Security & SSO

Project Feed uses secure sign-in methods. You can sign in with magic links, OAuth providers, passkeys, or enterprise SSO via OIDC. No passwords are ever stored.

Authentication Methods

Magic Link

Sign in by clicking a link sent to your email. No password required. Links expire after a short window and can only be used once.

Passkeys

Use biometric authentication (Face ID, Touch ID, Windows Hello) or a hardware security key. Passkeys are phishing-resistant and tied to your device.

Two-Factor Authentication (2FA)

Use any authenticator app (Google Authenticator, Authy, 1Password, etc.) to generate time-based codes at sign-in. Available for all users, and workspace owners can require it for everyone.

OAuth Providers

Sign in with Google or Microsoft. OAuth uses the PKCE flow for enhanced security. Your profile picture and name are synced from the provider.

SSO (OIDC)

Connect your identity provider (Okta, Azure AD, Google Workspace, etc.) for centralized authentication. Available on the Pro Plus plan.

Setting Up SSO

  1. 1.

    Configure Your Identity Provider

    In your IdP (Okta, Azure AD, etc.), create a new OIDC application. Set the redirect URI to the value shown in your Project Feed SSO settings.

  2. 2.

    Enter OIDC Details

    Go to Settings → Security and enter your Client ID, Client Secret, and Issuer URL. Project Feed picks up endpoints automatically from the .well-known/openid-configuration document.

  3. 3.

    Test & Enable

    Hit the “Test Connection” button to verify everything works. Once it passes, enable SSO. You can also enforce SSO so all members have to sign in through the IdP.

SSO Security Details

PKCE Flow

All OIDC flows use Proof Key for Code Exchange (PKCE) to protect against authorization code interception attacks.

JWT Verification

ID tokens are verified using the IdP's published JWKS keys. Issuer, audience, and expiration are all validated before granting access.

State Parameter

A cryptographic state parameter prevents CSRF attacks during the OAuth/OIDC flow. States expire after 10 minutes.

Token Encryption

Client secrets and refresh tokens are encrypted at rest using AES-256-GCM. They are never exposed in the UI after initial configuration.

Roles & Permissions

Every workspace member has a role that controls what they can do. Roles are checked on every API call through a centralized authorization gate.

Owner

Full access to all settings, billing, SSO configuration, and member management. Can delete the workspace.

Admin

Can manage members, projects, integrations, billing, and most settings. Cannot delete the workspace.

Member

Can create and edit posts, comment, react, and view the feed. Cannot modify workspace or project settings.

Viewer

Read-only access to the feed. Can browse posts, add bookmarks, leave comments, and react. Cannot create posts or tasks.

MFA and Session Policy

Project Feed organization settings enforce workspace membership and roles. MFA challenges, enrolled factors, browser session lifetime, and session policy are managed by WorkOS AuthKit.

Managed by WorkOS AuthKit

Configure MFA and session policy in WorkOS/AuthKit. Project Feed consumes AuthKit sessions and access tokens after sign-in.

Project Feed Access

Project Feed enforces org-scoped RBAC with app membership and role checks after AuthKit authenticates the account.

IP Allowlist

Restrict workspace access to a list of approved IP addresses or CIDR ranges. When enabled, requests from unlisted IPs are blocked at the proxy layer before reaching the application.

How It Works

  1. Go to Settings → Security → IP Allowlist.
  2. Enable the allowlist and add your office, VPN, or CI/CD IP addresses.
  3. Save. All requests from IPs not on the list will be denied with a 403 response.

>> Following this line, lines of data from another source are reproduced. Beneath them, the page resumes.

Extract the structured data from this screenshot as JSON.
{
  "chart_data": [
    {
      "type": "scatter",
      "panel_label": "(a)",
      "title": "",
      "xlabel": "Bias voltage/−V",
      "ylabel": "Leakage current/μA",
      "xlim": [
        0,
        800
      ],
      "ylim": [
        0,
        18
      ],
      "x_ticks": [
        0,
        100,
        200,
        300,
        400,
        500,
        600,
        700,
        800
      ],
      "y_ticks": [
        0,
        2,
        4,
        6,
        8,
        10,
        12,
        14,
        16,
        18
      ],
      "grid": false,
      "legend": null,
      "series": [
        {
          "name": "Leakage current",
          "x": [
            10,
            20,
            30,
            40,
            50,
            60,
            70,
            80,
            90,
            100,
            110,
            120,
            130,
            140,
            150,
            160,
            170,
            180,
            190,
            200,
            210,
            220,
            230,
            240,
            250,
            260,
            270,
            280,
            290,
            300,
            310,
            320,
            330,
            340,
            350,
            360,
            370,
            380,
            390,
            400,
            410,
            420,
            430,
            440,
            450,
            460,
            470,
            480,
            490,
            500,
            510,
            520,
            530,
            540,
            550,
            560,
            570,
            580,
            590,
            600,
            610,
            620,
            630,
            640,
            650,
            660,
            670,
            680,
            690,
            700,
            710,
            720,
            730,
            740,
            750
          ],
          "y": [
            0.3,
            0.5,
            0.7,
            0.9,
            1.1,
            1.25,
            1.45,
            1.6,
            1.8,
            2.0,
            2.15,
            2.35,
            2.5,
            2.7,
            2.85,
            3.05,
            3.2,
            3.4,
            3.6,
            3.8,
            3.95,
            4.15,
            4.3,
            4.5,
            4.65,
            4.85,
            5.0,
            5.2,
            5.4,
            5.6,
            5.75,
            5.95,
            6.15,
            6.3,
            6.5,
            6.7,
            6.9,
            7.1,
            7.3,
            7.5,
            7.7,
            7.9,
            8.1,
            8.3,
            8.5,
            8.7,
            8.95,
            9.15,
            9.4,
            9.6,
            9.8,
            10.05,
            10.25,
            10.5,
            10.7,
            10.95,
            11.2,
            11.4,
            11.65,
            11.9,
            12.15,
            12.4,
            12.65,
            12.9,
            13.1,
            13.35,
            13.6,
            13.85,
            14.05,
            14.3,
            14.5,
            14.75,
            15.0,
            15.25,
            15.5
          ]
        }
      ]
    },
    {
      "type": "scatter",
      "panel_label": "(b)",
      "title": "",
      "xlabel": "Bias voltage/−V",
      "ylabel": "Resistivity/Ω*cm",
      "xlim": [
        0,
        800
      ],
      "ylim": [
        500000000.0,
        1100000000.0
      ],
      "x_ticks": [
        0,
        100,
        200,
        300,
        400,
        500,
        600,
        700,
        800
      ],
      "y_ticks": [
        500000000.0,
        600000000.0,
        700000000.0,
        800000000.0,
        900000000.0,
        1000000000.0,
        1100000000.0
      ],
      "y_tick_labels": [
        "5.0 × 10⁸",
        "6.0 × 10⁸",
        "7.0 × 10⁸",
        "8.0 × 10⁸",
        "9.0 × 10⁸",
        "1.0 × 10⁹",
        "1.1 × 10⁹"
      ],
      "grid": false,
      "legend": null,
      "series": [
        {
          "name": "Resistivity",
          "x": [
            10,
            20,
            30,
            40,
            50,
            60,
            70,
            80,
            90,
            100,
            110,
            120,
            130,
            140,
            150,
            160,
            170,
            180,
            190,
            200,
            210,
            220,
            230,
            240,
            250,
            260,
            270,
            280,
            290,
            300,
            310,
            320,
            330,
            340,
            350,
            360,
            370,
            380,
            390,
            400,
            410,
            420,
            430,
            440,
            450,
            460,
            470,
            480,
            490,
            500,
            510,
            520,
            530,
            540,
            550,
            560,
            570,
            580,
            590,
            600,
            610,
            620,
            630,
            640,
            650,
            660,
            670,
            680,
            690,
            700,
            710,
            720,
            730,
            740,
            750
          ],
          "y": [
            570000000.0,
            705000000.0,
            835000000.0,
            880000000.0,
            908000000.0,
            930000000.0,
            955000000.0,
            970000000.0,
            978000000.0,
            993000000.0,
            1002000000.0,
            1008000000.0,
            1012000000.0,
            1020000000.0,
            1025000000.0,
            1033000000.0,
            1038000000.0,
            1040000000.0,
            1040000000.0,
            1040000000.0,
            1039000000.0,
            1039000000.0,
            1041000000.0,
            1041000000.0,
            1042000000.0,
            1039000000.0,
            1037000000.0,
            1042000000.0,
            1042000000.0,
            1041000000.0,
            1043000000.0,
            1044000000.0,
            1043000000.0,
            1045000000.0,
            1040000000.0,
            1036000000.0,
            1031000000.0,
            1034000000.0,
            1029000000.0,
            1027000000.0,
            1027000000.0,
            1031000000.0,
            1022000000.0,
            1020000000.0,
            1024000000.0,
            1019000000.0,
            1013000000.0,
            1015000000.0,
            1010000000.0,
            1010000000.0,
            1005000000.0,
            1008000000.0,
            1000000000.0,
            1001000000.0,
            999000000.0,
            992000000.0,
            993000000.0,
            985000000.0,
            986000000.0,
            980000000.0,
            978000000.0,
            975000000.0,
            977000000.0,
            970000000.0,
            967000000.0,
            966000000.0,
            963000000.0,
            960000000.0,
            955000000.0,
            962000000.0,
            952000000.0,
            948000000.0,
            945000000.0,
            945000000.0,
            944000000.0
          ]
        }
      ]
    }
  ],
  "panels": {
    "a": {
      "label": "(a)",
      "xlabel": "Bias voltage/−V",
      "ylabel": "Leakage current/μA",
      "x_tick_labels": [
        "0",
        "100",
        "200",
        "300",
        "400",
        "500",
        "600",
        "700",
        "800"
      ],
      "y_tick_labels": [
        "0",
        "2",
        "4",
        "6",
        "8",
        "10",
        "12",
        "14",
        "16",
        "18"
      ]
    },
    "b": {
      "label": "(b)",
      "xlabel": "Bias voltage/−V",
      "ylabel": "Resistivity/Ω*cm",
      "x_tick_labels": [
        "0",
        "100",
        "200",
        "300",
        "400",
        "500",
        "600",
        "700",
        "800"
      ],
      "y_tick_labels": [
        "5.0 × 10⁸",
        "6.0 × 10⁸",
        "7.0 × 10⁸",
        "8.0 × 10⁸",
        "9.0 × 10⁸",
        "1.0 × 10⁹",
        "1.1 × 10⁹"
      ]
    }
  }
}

Tip: Always add your current IP before enabling the allowlist to avoid locking yourself out.

Infrastructure Security

Audit Logging

All sensitive actions (member changes, setting updates, SSO events) are recorded in an append-only audit log. Logs are accessible to workspace owners and admins.

API Key Authentication

REST API access uses scoped API keys with configurable permissions. Keys are hashed before storage and can be revoked instantly.

Rate Limiting

All API endpoints are rate-limited to prevent abuse. Limits are applied per API key and per IP address with configurable windows.

Media Security

All uploaded media is served through a secure proxy route. Direct R2 URLs are never exposed to clients, preventing unauthorized access to stored files.